Chord Energy Corp., Houston, plans to run a production maintenance program this year, aiming for oil production of 150,000-155,000 b/d, dropping to four rigs from five by midyear, while expanding its 4-mile lateral drilling program in North Dakota’s Williston basin.
The company detailed plans as part of its fourth-quarter 2024 results, a quarter in which it successfully drilled its first 4-mile lateral with completion operations beginning in this year’s first quarter.
Chord is currently running one full-time frac crew and one spot crew and expects to turn in line (TIL) 130-150 gross operated wells (about 40% 3-mile laterals) in 2025. Of those, 22-32 are expected in first-quarter 2025, with the remainder to be spread out across the year.
Total 2025 capital expenditures of $1.34-1.46 billion are expected. The 2025 outlook is consistent with Chord’s 3-year outlook reported in November 2024 to deliver oil volumes of 152,000-153,000 b/d of oil for $1.4 billion of capex annually.
Longer laterals
On an earnings call, chief operating officer Darrin Henke said the company is planning “several more” 4-mile laterals this year, and that “with success, [is] likely to implement many more in 2026 and beyond.” The initial approach to 4-mile wells will be converting two, 2-mile drilling spacing units to one, 4-mile drilling spacing unit.
“However,” he said, “similar to Chord’s evolution on the 3-mile program, as we make progress on execution and drive the risk adjusted returns higher, we ultimately could look to convert some of our existing 3-mile inventory into 4-mile wells.”

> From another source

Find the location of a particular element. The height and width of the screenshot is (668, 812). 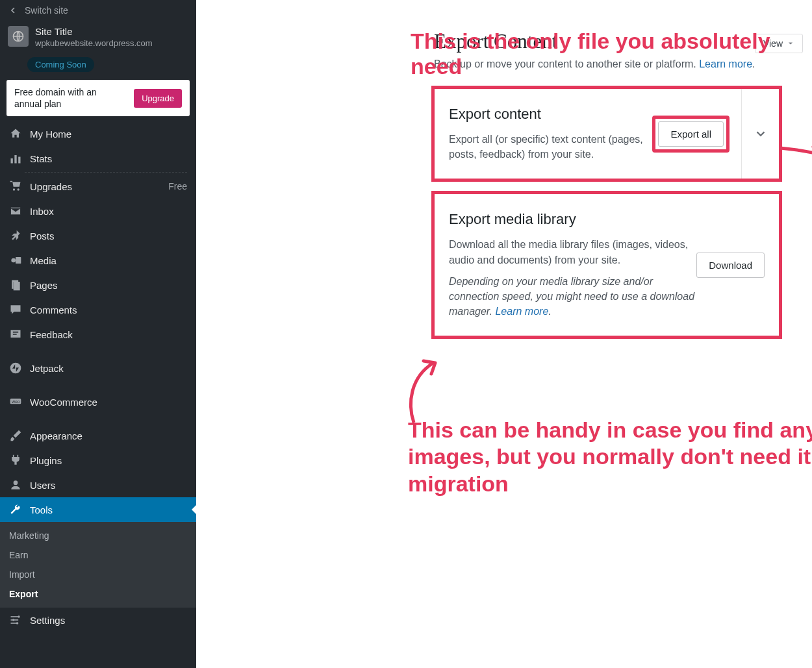

nav-label: Comments is located at coordinates (53, 310).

Asked about any operational challenges with the 4-mile lateral, Henke said the first has “gone off without a hitch,” with spud rig release at 14.5 five days, and a frac job that went “beautifully.”
Adding to the discussion on the 4-mile lateral, chief executive officer Daniel Brown said the ‘straight’ 4-milers is the plan, but that the company is also looking at alternate well shapes.
“If we can’t go to straight, we’ll look at alternate [well shapes] because we recognize that capital efficiency of that incremental foot of lateral is almost always going to be better. But the best incremental foot is going to be a straight incremental foot.”